The Kids on the Block puppets may have been performing their final shows of the school year Thursday at Ross Elementary and LBJ Elementary, but the lessons involved are designed to linger for years.

Fourth- and fifth-graders at Ross Elementary stared solemnly at the brown-haired puppet John Sanchez as he told them the rest of his story about how he and his friend Hector joined a gang.

“When we got to the hospital they told us that Hector had taken a bullet to the lung. I never thought that choices we’d made when we were 11 or 12 would effect us, but the choices you make today effect where you’ll be tomorrow,” the puppet Sanchez said.

“(The show) was good because it was coming to tell us don’t do drugs and don’t join gangs,” fourth-grader Chester Pulliam said.

 The Kids on the Block is a puppet troop made up of parents, grandparents and volunteers from the community.
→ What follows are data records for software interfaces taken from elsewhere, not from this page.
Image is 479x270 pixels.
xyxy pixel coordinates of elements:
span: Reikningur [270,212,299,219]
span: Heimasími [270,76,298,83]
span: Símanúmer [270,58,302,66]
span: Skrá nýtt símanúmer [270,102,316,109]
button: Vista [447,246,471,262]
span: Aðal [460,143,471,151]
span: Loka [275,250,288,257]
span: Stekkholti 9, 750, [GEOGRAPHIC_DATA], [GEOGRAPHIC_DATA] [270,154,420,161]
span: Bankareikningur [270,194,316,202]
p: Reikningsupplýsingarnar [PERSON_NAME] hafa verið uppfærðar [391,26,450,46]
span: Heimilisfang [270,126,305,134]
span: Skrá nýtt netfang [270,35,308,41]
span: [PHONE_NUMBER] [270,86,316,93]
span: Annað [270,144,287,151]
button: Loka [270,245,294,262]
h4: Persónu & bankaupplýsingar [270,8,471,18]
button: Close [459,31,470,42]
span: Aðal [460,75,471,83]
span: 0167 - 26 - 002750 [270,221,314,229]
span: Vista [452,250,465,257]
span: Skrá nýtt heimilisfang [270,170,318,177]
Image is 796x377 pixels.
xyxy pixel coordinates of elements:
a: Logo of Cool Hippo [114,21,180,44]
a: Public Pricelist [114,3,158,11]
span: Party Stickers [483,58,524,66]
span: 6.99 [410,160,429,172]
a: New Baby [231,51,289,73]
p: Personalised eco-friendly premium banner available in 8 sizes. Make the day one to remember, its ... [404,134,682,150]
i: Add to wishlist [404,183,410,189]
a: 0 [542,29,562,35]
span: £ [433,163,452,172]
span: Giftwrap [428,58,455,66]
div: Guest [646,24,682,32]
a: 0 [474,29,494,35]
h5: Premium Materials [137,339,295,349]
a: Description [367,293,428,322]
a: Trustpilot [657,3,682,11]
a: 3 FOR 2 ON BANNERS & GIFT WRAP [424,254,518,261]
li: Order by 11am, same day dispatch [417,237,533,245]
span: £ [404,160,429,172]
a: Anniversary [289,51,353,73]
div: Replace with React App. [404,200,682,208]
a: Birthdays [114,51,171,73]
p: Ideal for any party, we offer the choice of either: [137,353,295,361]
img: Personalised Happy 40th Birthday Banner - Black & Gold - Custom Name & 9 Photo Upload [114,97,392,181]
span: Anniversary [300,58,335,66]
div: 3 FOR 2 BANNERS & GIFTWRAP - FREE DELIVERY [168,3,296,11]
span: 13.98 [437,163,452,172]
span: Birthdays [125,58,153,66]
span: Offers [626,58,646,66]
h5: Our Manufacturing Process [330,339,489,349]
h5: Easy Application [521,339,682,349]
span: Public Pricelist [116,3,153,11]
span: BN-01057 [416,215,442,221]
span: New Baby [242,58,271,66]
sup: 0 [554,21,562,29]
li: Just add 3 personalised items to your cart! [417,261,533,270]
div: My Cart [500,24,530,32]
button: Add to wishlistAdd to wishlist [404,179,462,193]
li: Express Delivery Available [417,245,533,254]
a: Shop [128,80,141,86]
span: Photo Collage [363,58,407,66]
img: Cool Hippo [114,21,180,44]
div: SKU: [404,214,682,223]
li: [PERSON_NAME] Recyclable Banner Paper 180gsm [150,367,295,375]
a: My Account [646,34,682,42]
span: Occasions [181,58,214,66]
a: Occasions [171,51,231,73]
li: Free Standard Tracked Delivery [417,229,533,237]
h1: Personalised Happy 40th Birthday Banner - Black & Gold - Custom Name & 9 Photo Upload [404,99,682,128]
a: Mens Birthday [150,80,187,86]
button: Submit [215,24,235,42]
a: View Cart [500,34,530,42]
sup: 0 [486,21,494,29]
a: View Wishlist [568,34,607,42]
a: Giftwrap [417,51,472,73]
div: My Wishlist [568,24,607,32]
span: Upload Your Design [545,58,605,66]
Every fall they tour half of the ECISD elementary schools performing their plays about not being bullies and staying out of gangs. The 30-minute program is geared to fourth- and fifth-grade audiences and deals with the dangers of gangs and gang violence.

“We’ve been doing this for many years, and the puppet show is fun while I bring the reality of it to the kids,” ECISD police officer Leslie Alexander said. Lining up 20 kids, she told them that if they joined a gang, then statistics show 60 percent — 12 of the 20 — would be dead by the age of 18.

The other Kids on the Block show deals with bullying and uses a puppet that has cerebral palsy to show second- and third-grade students that someone can be different and still be accepted.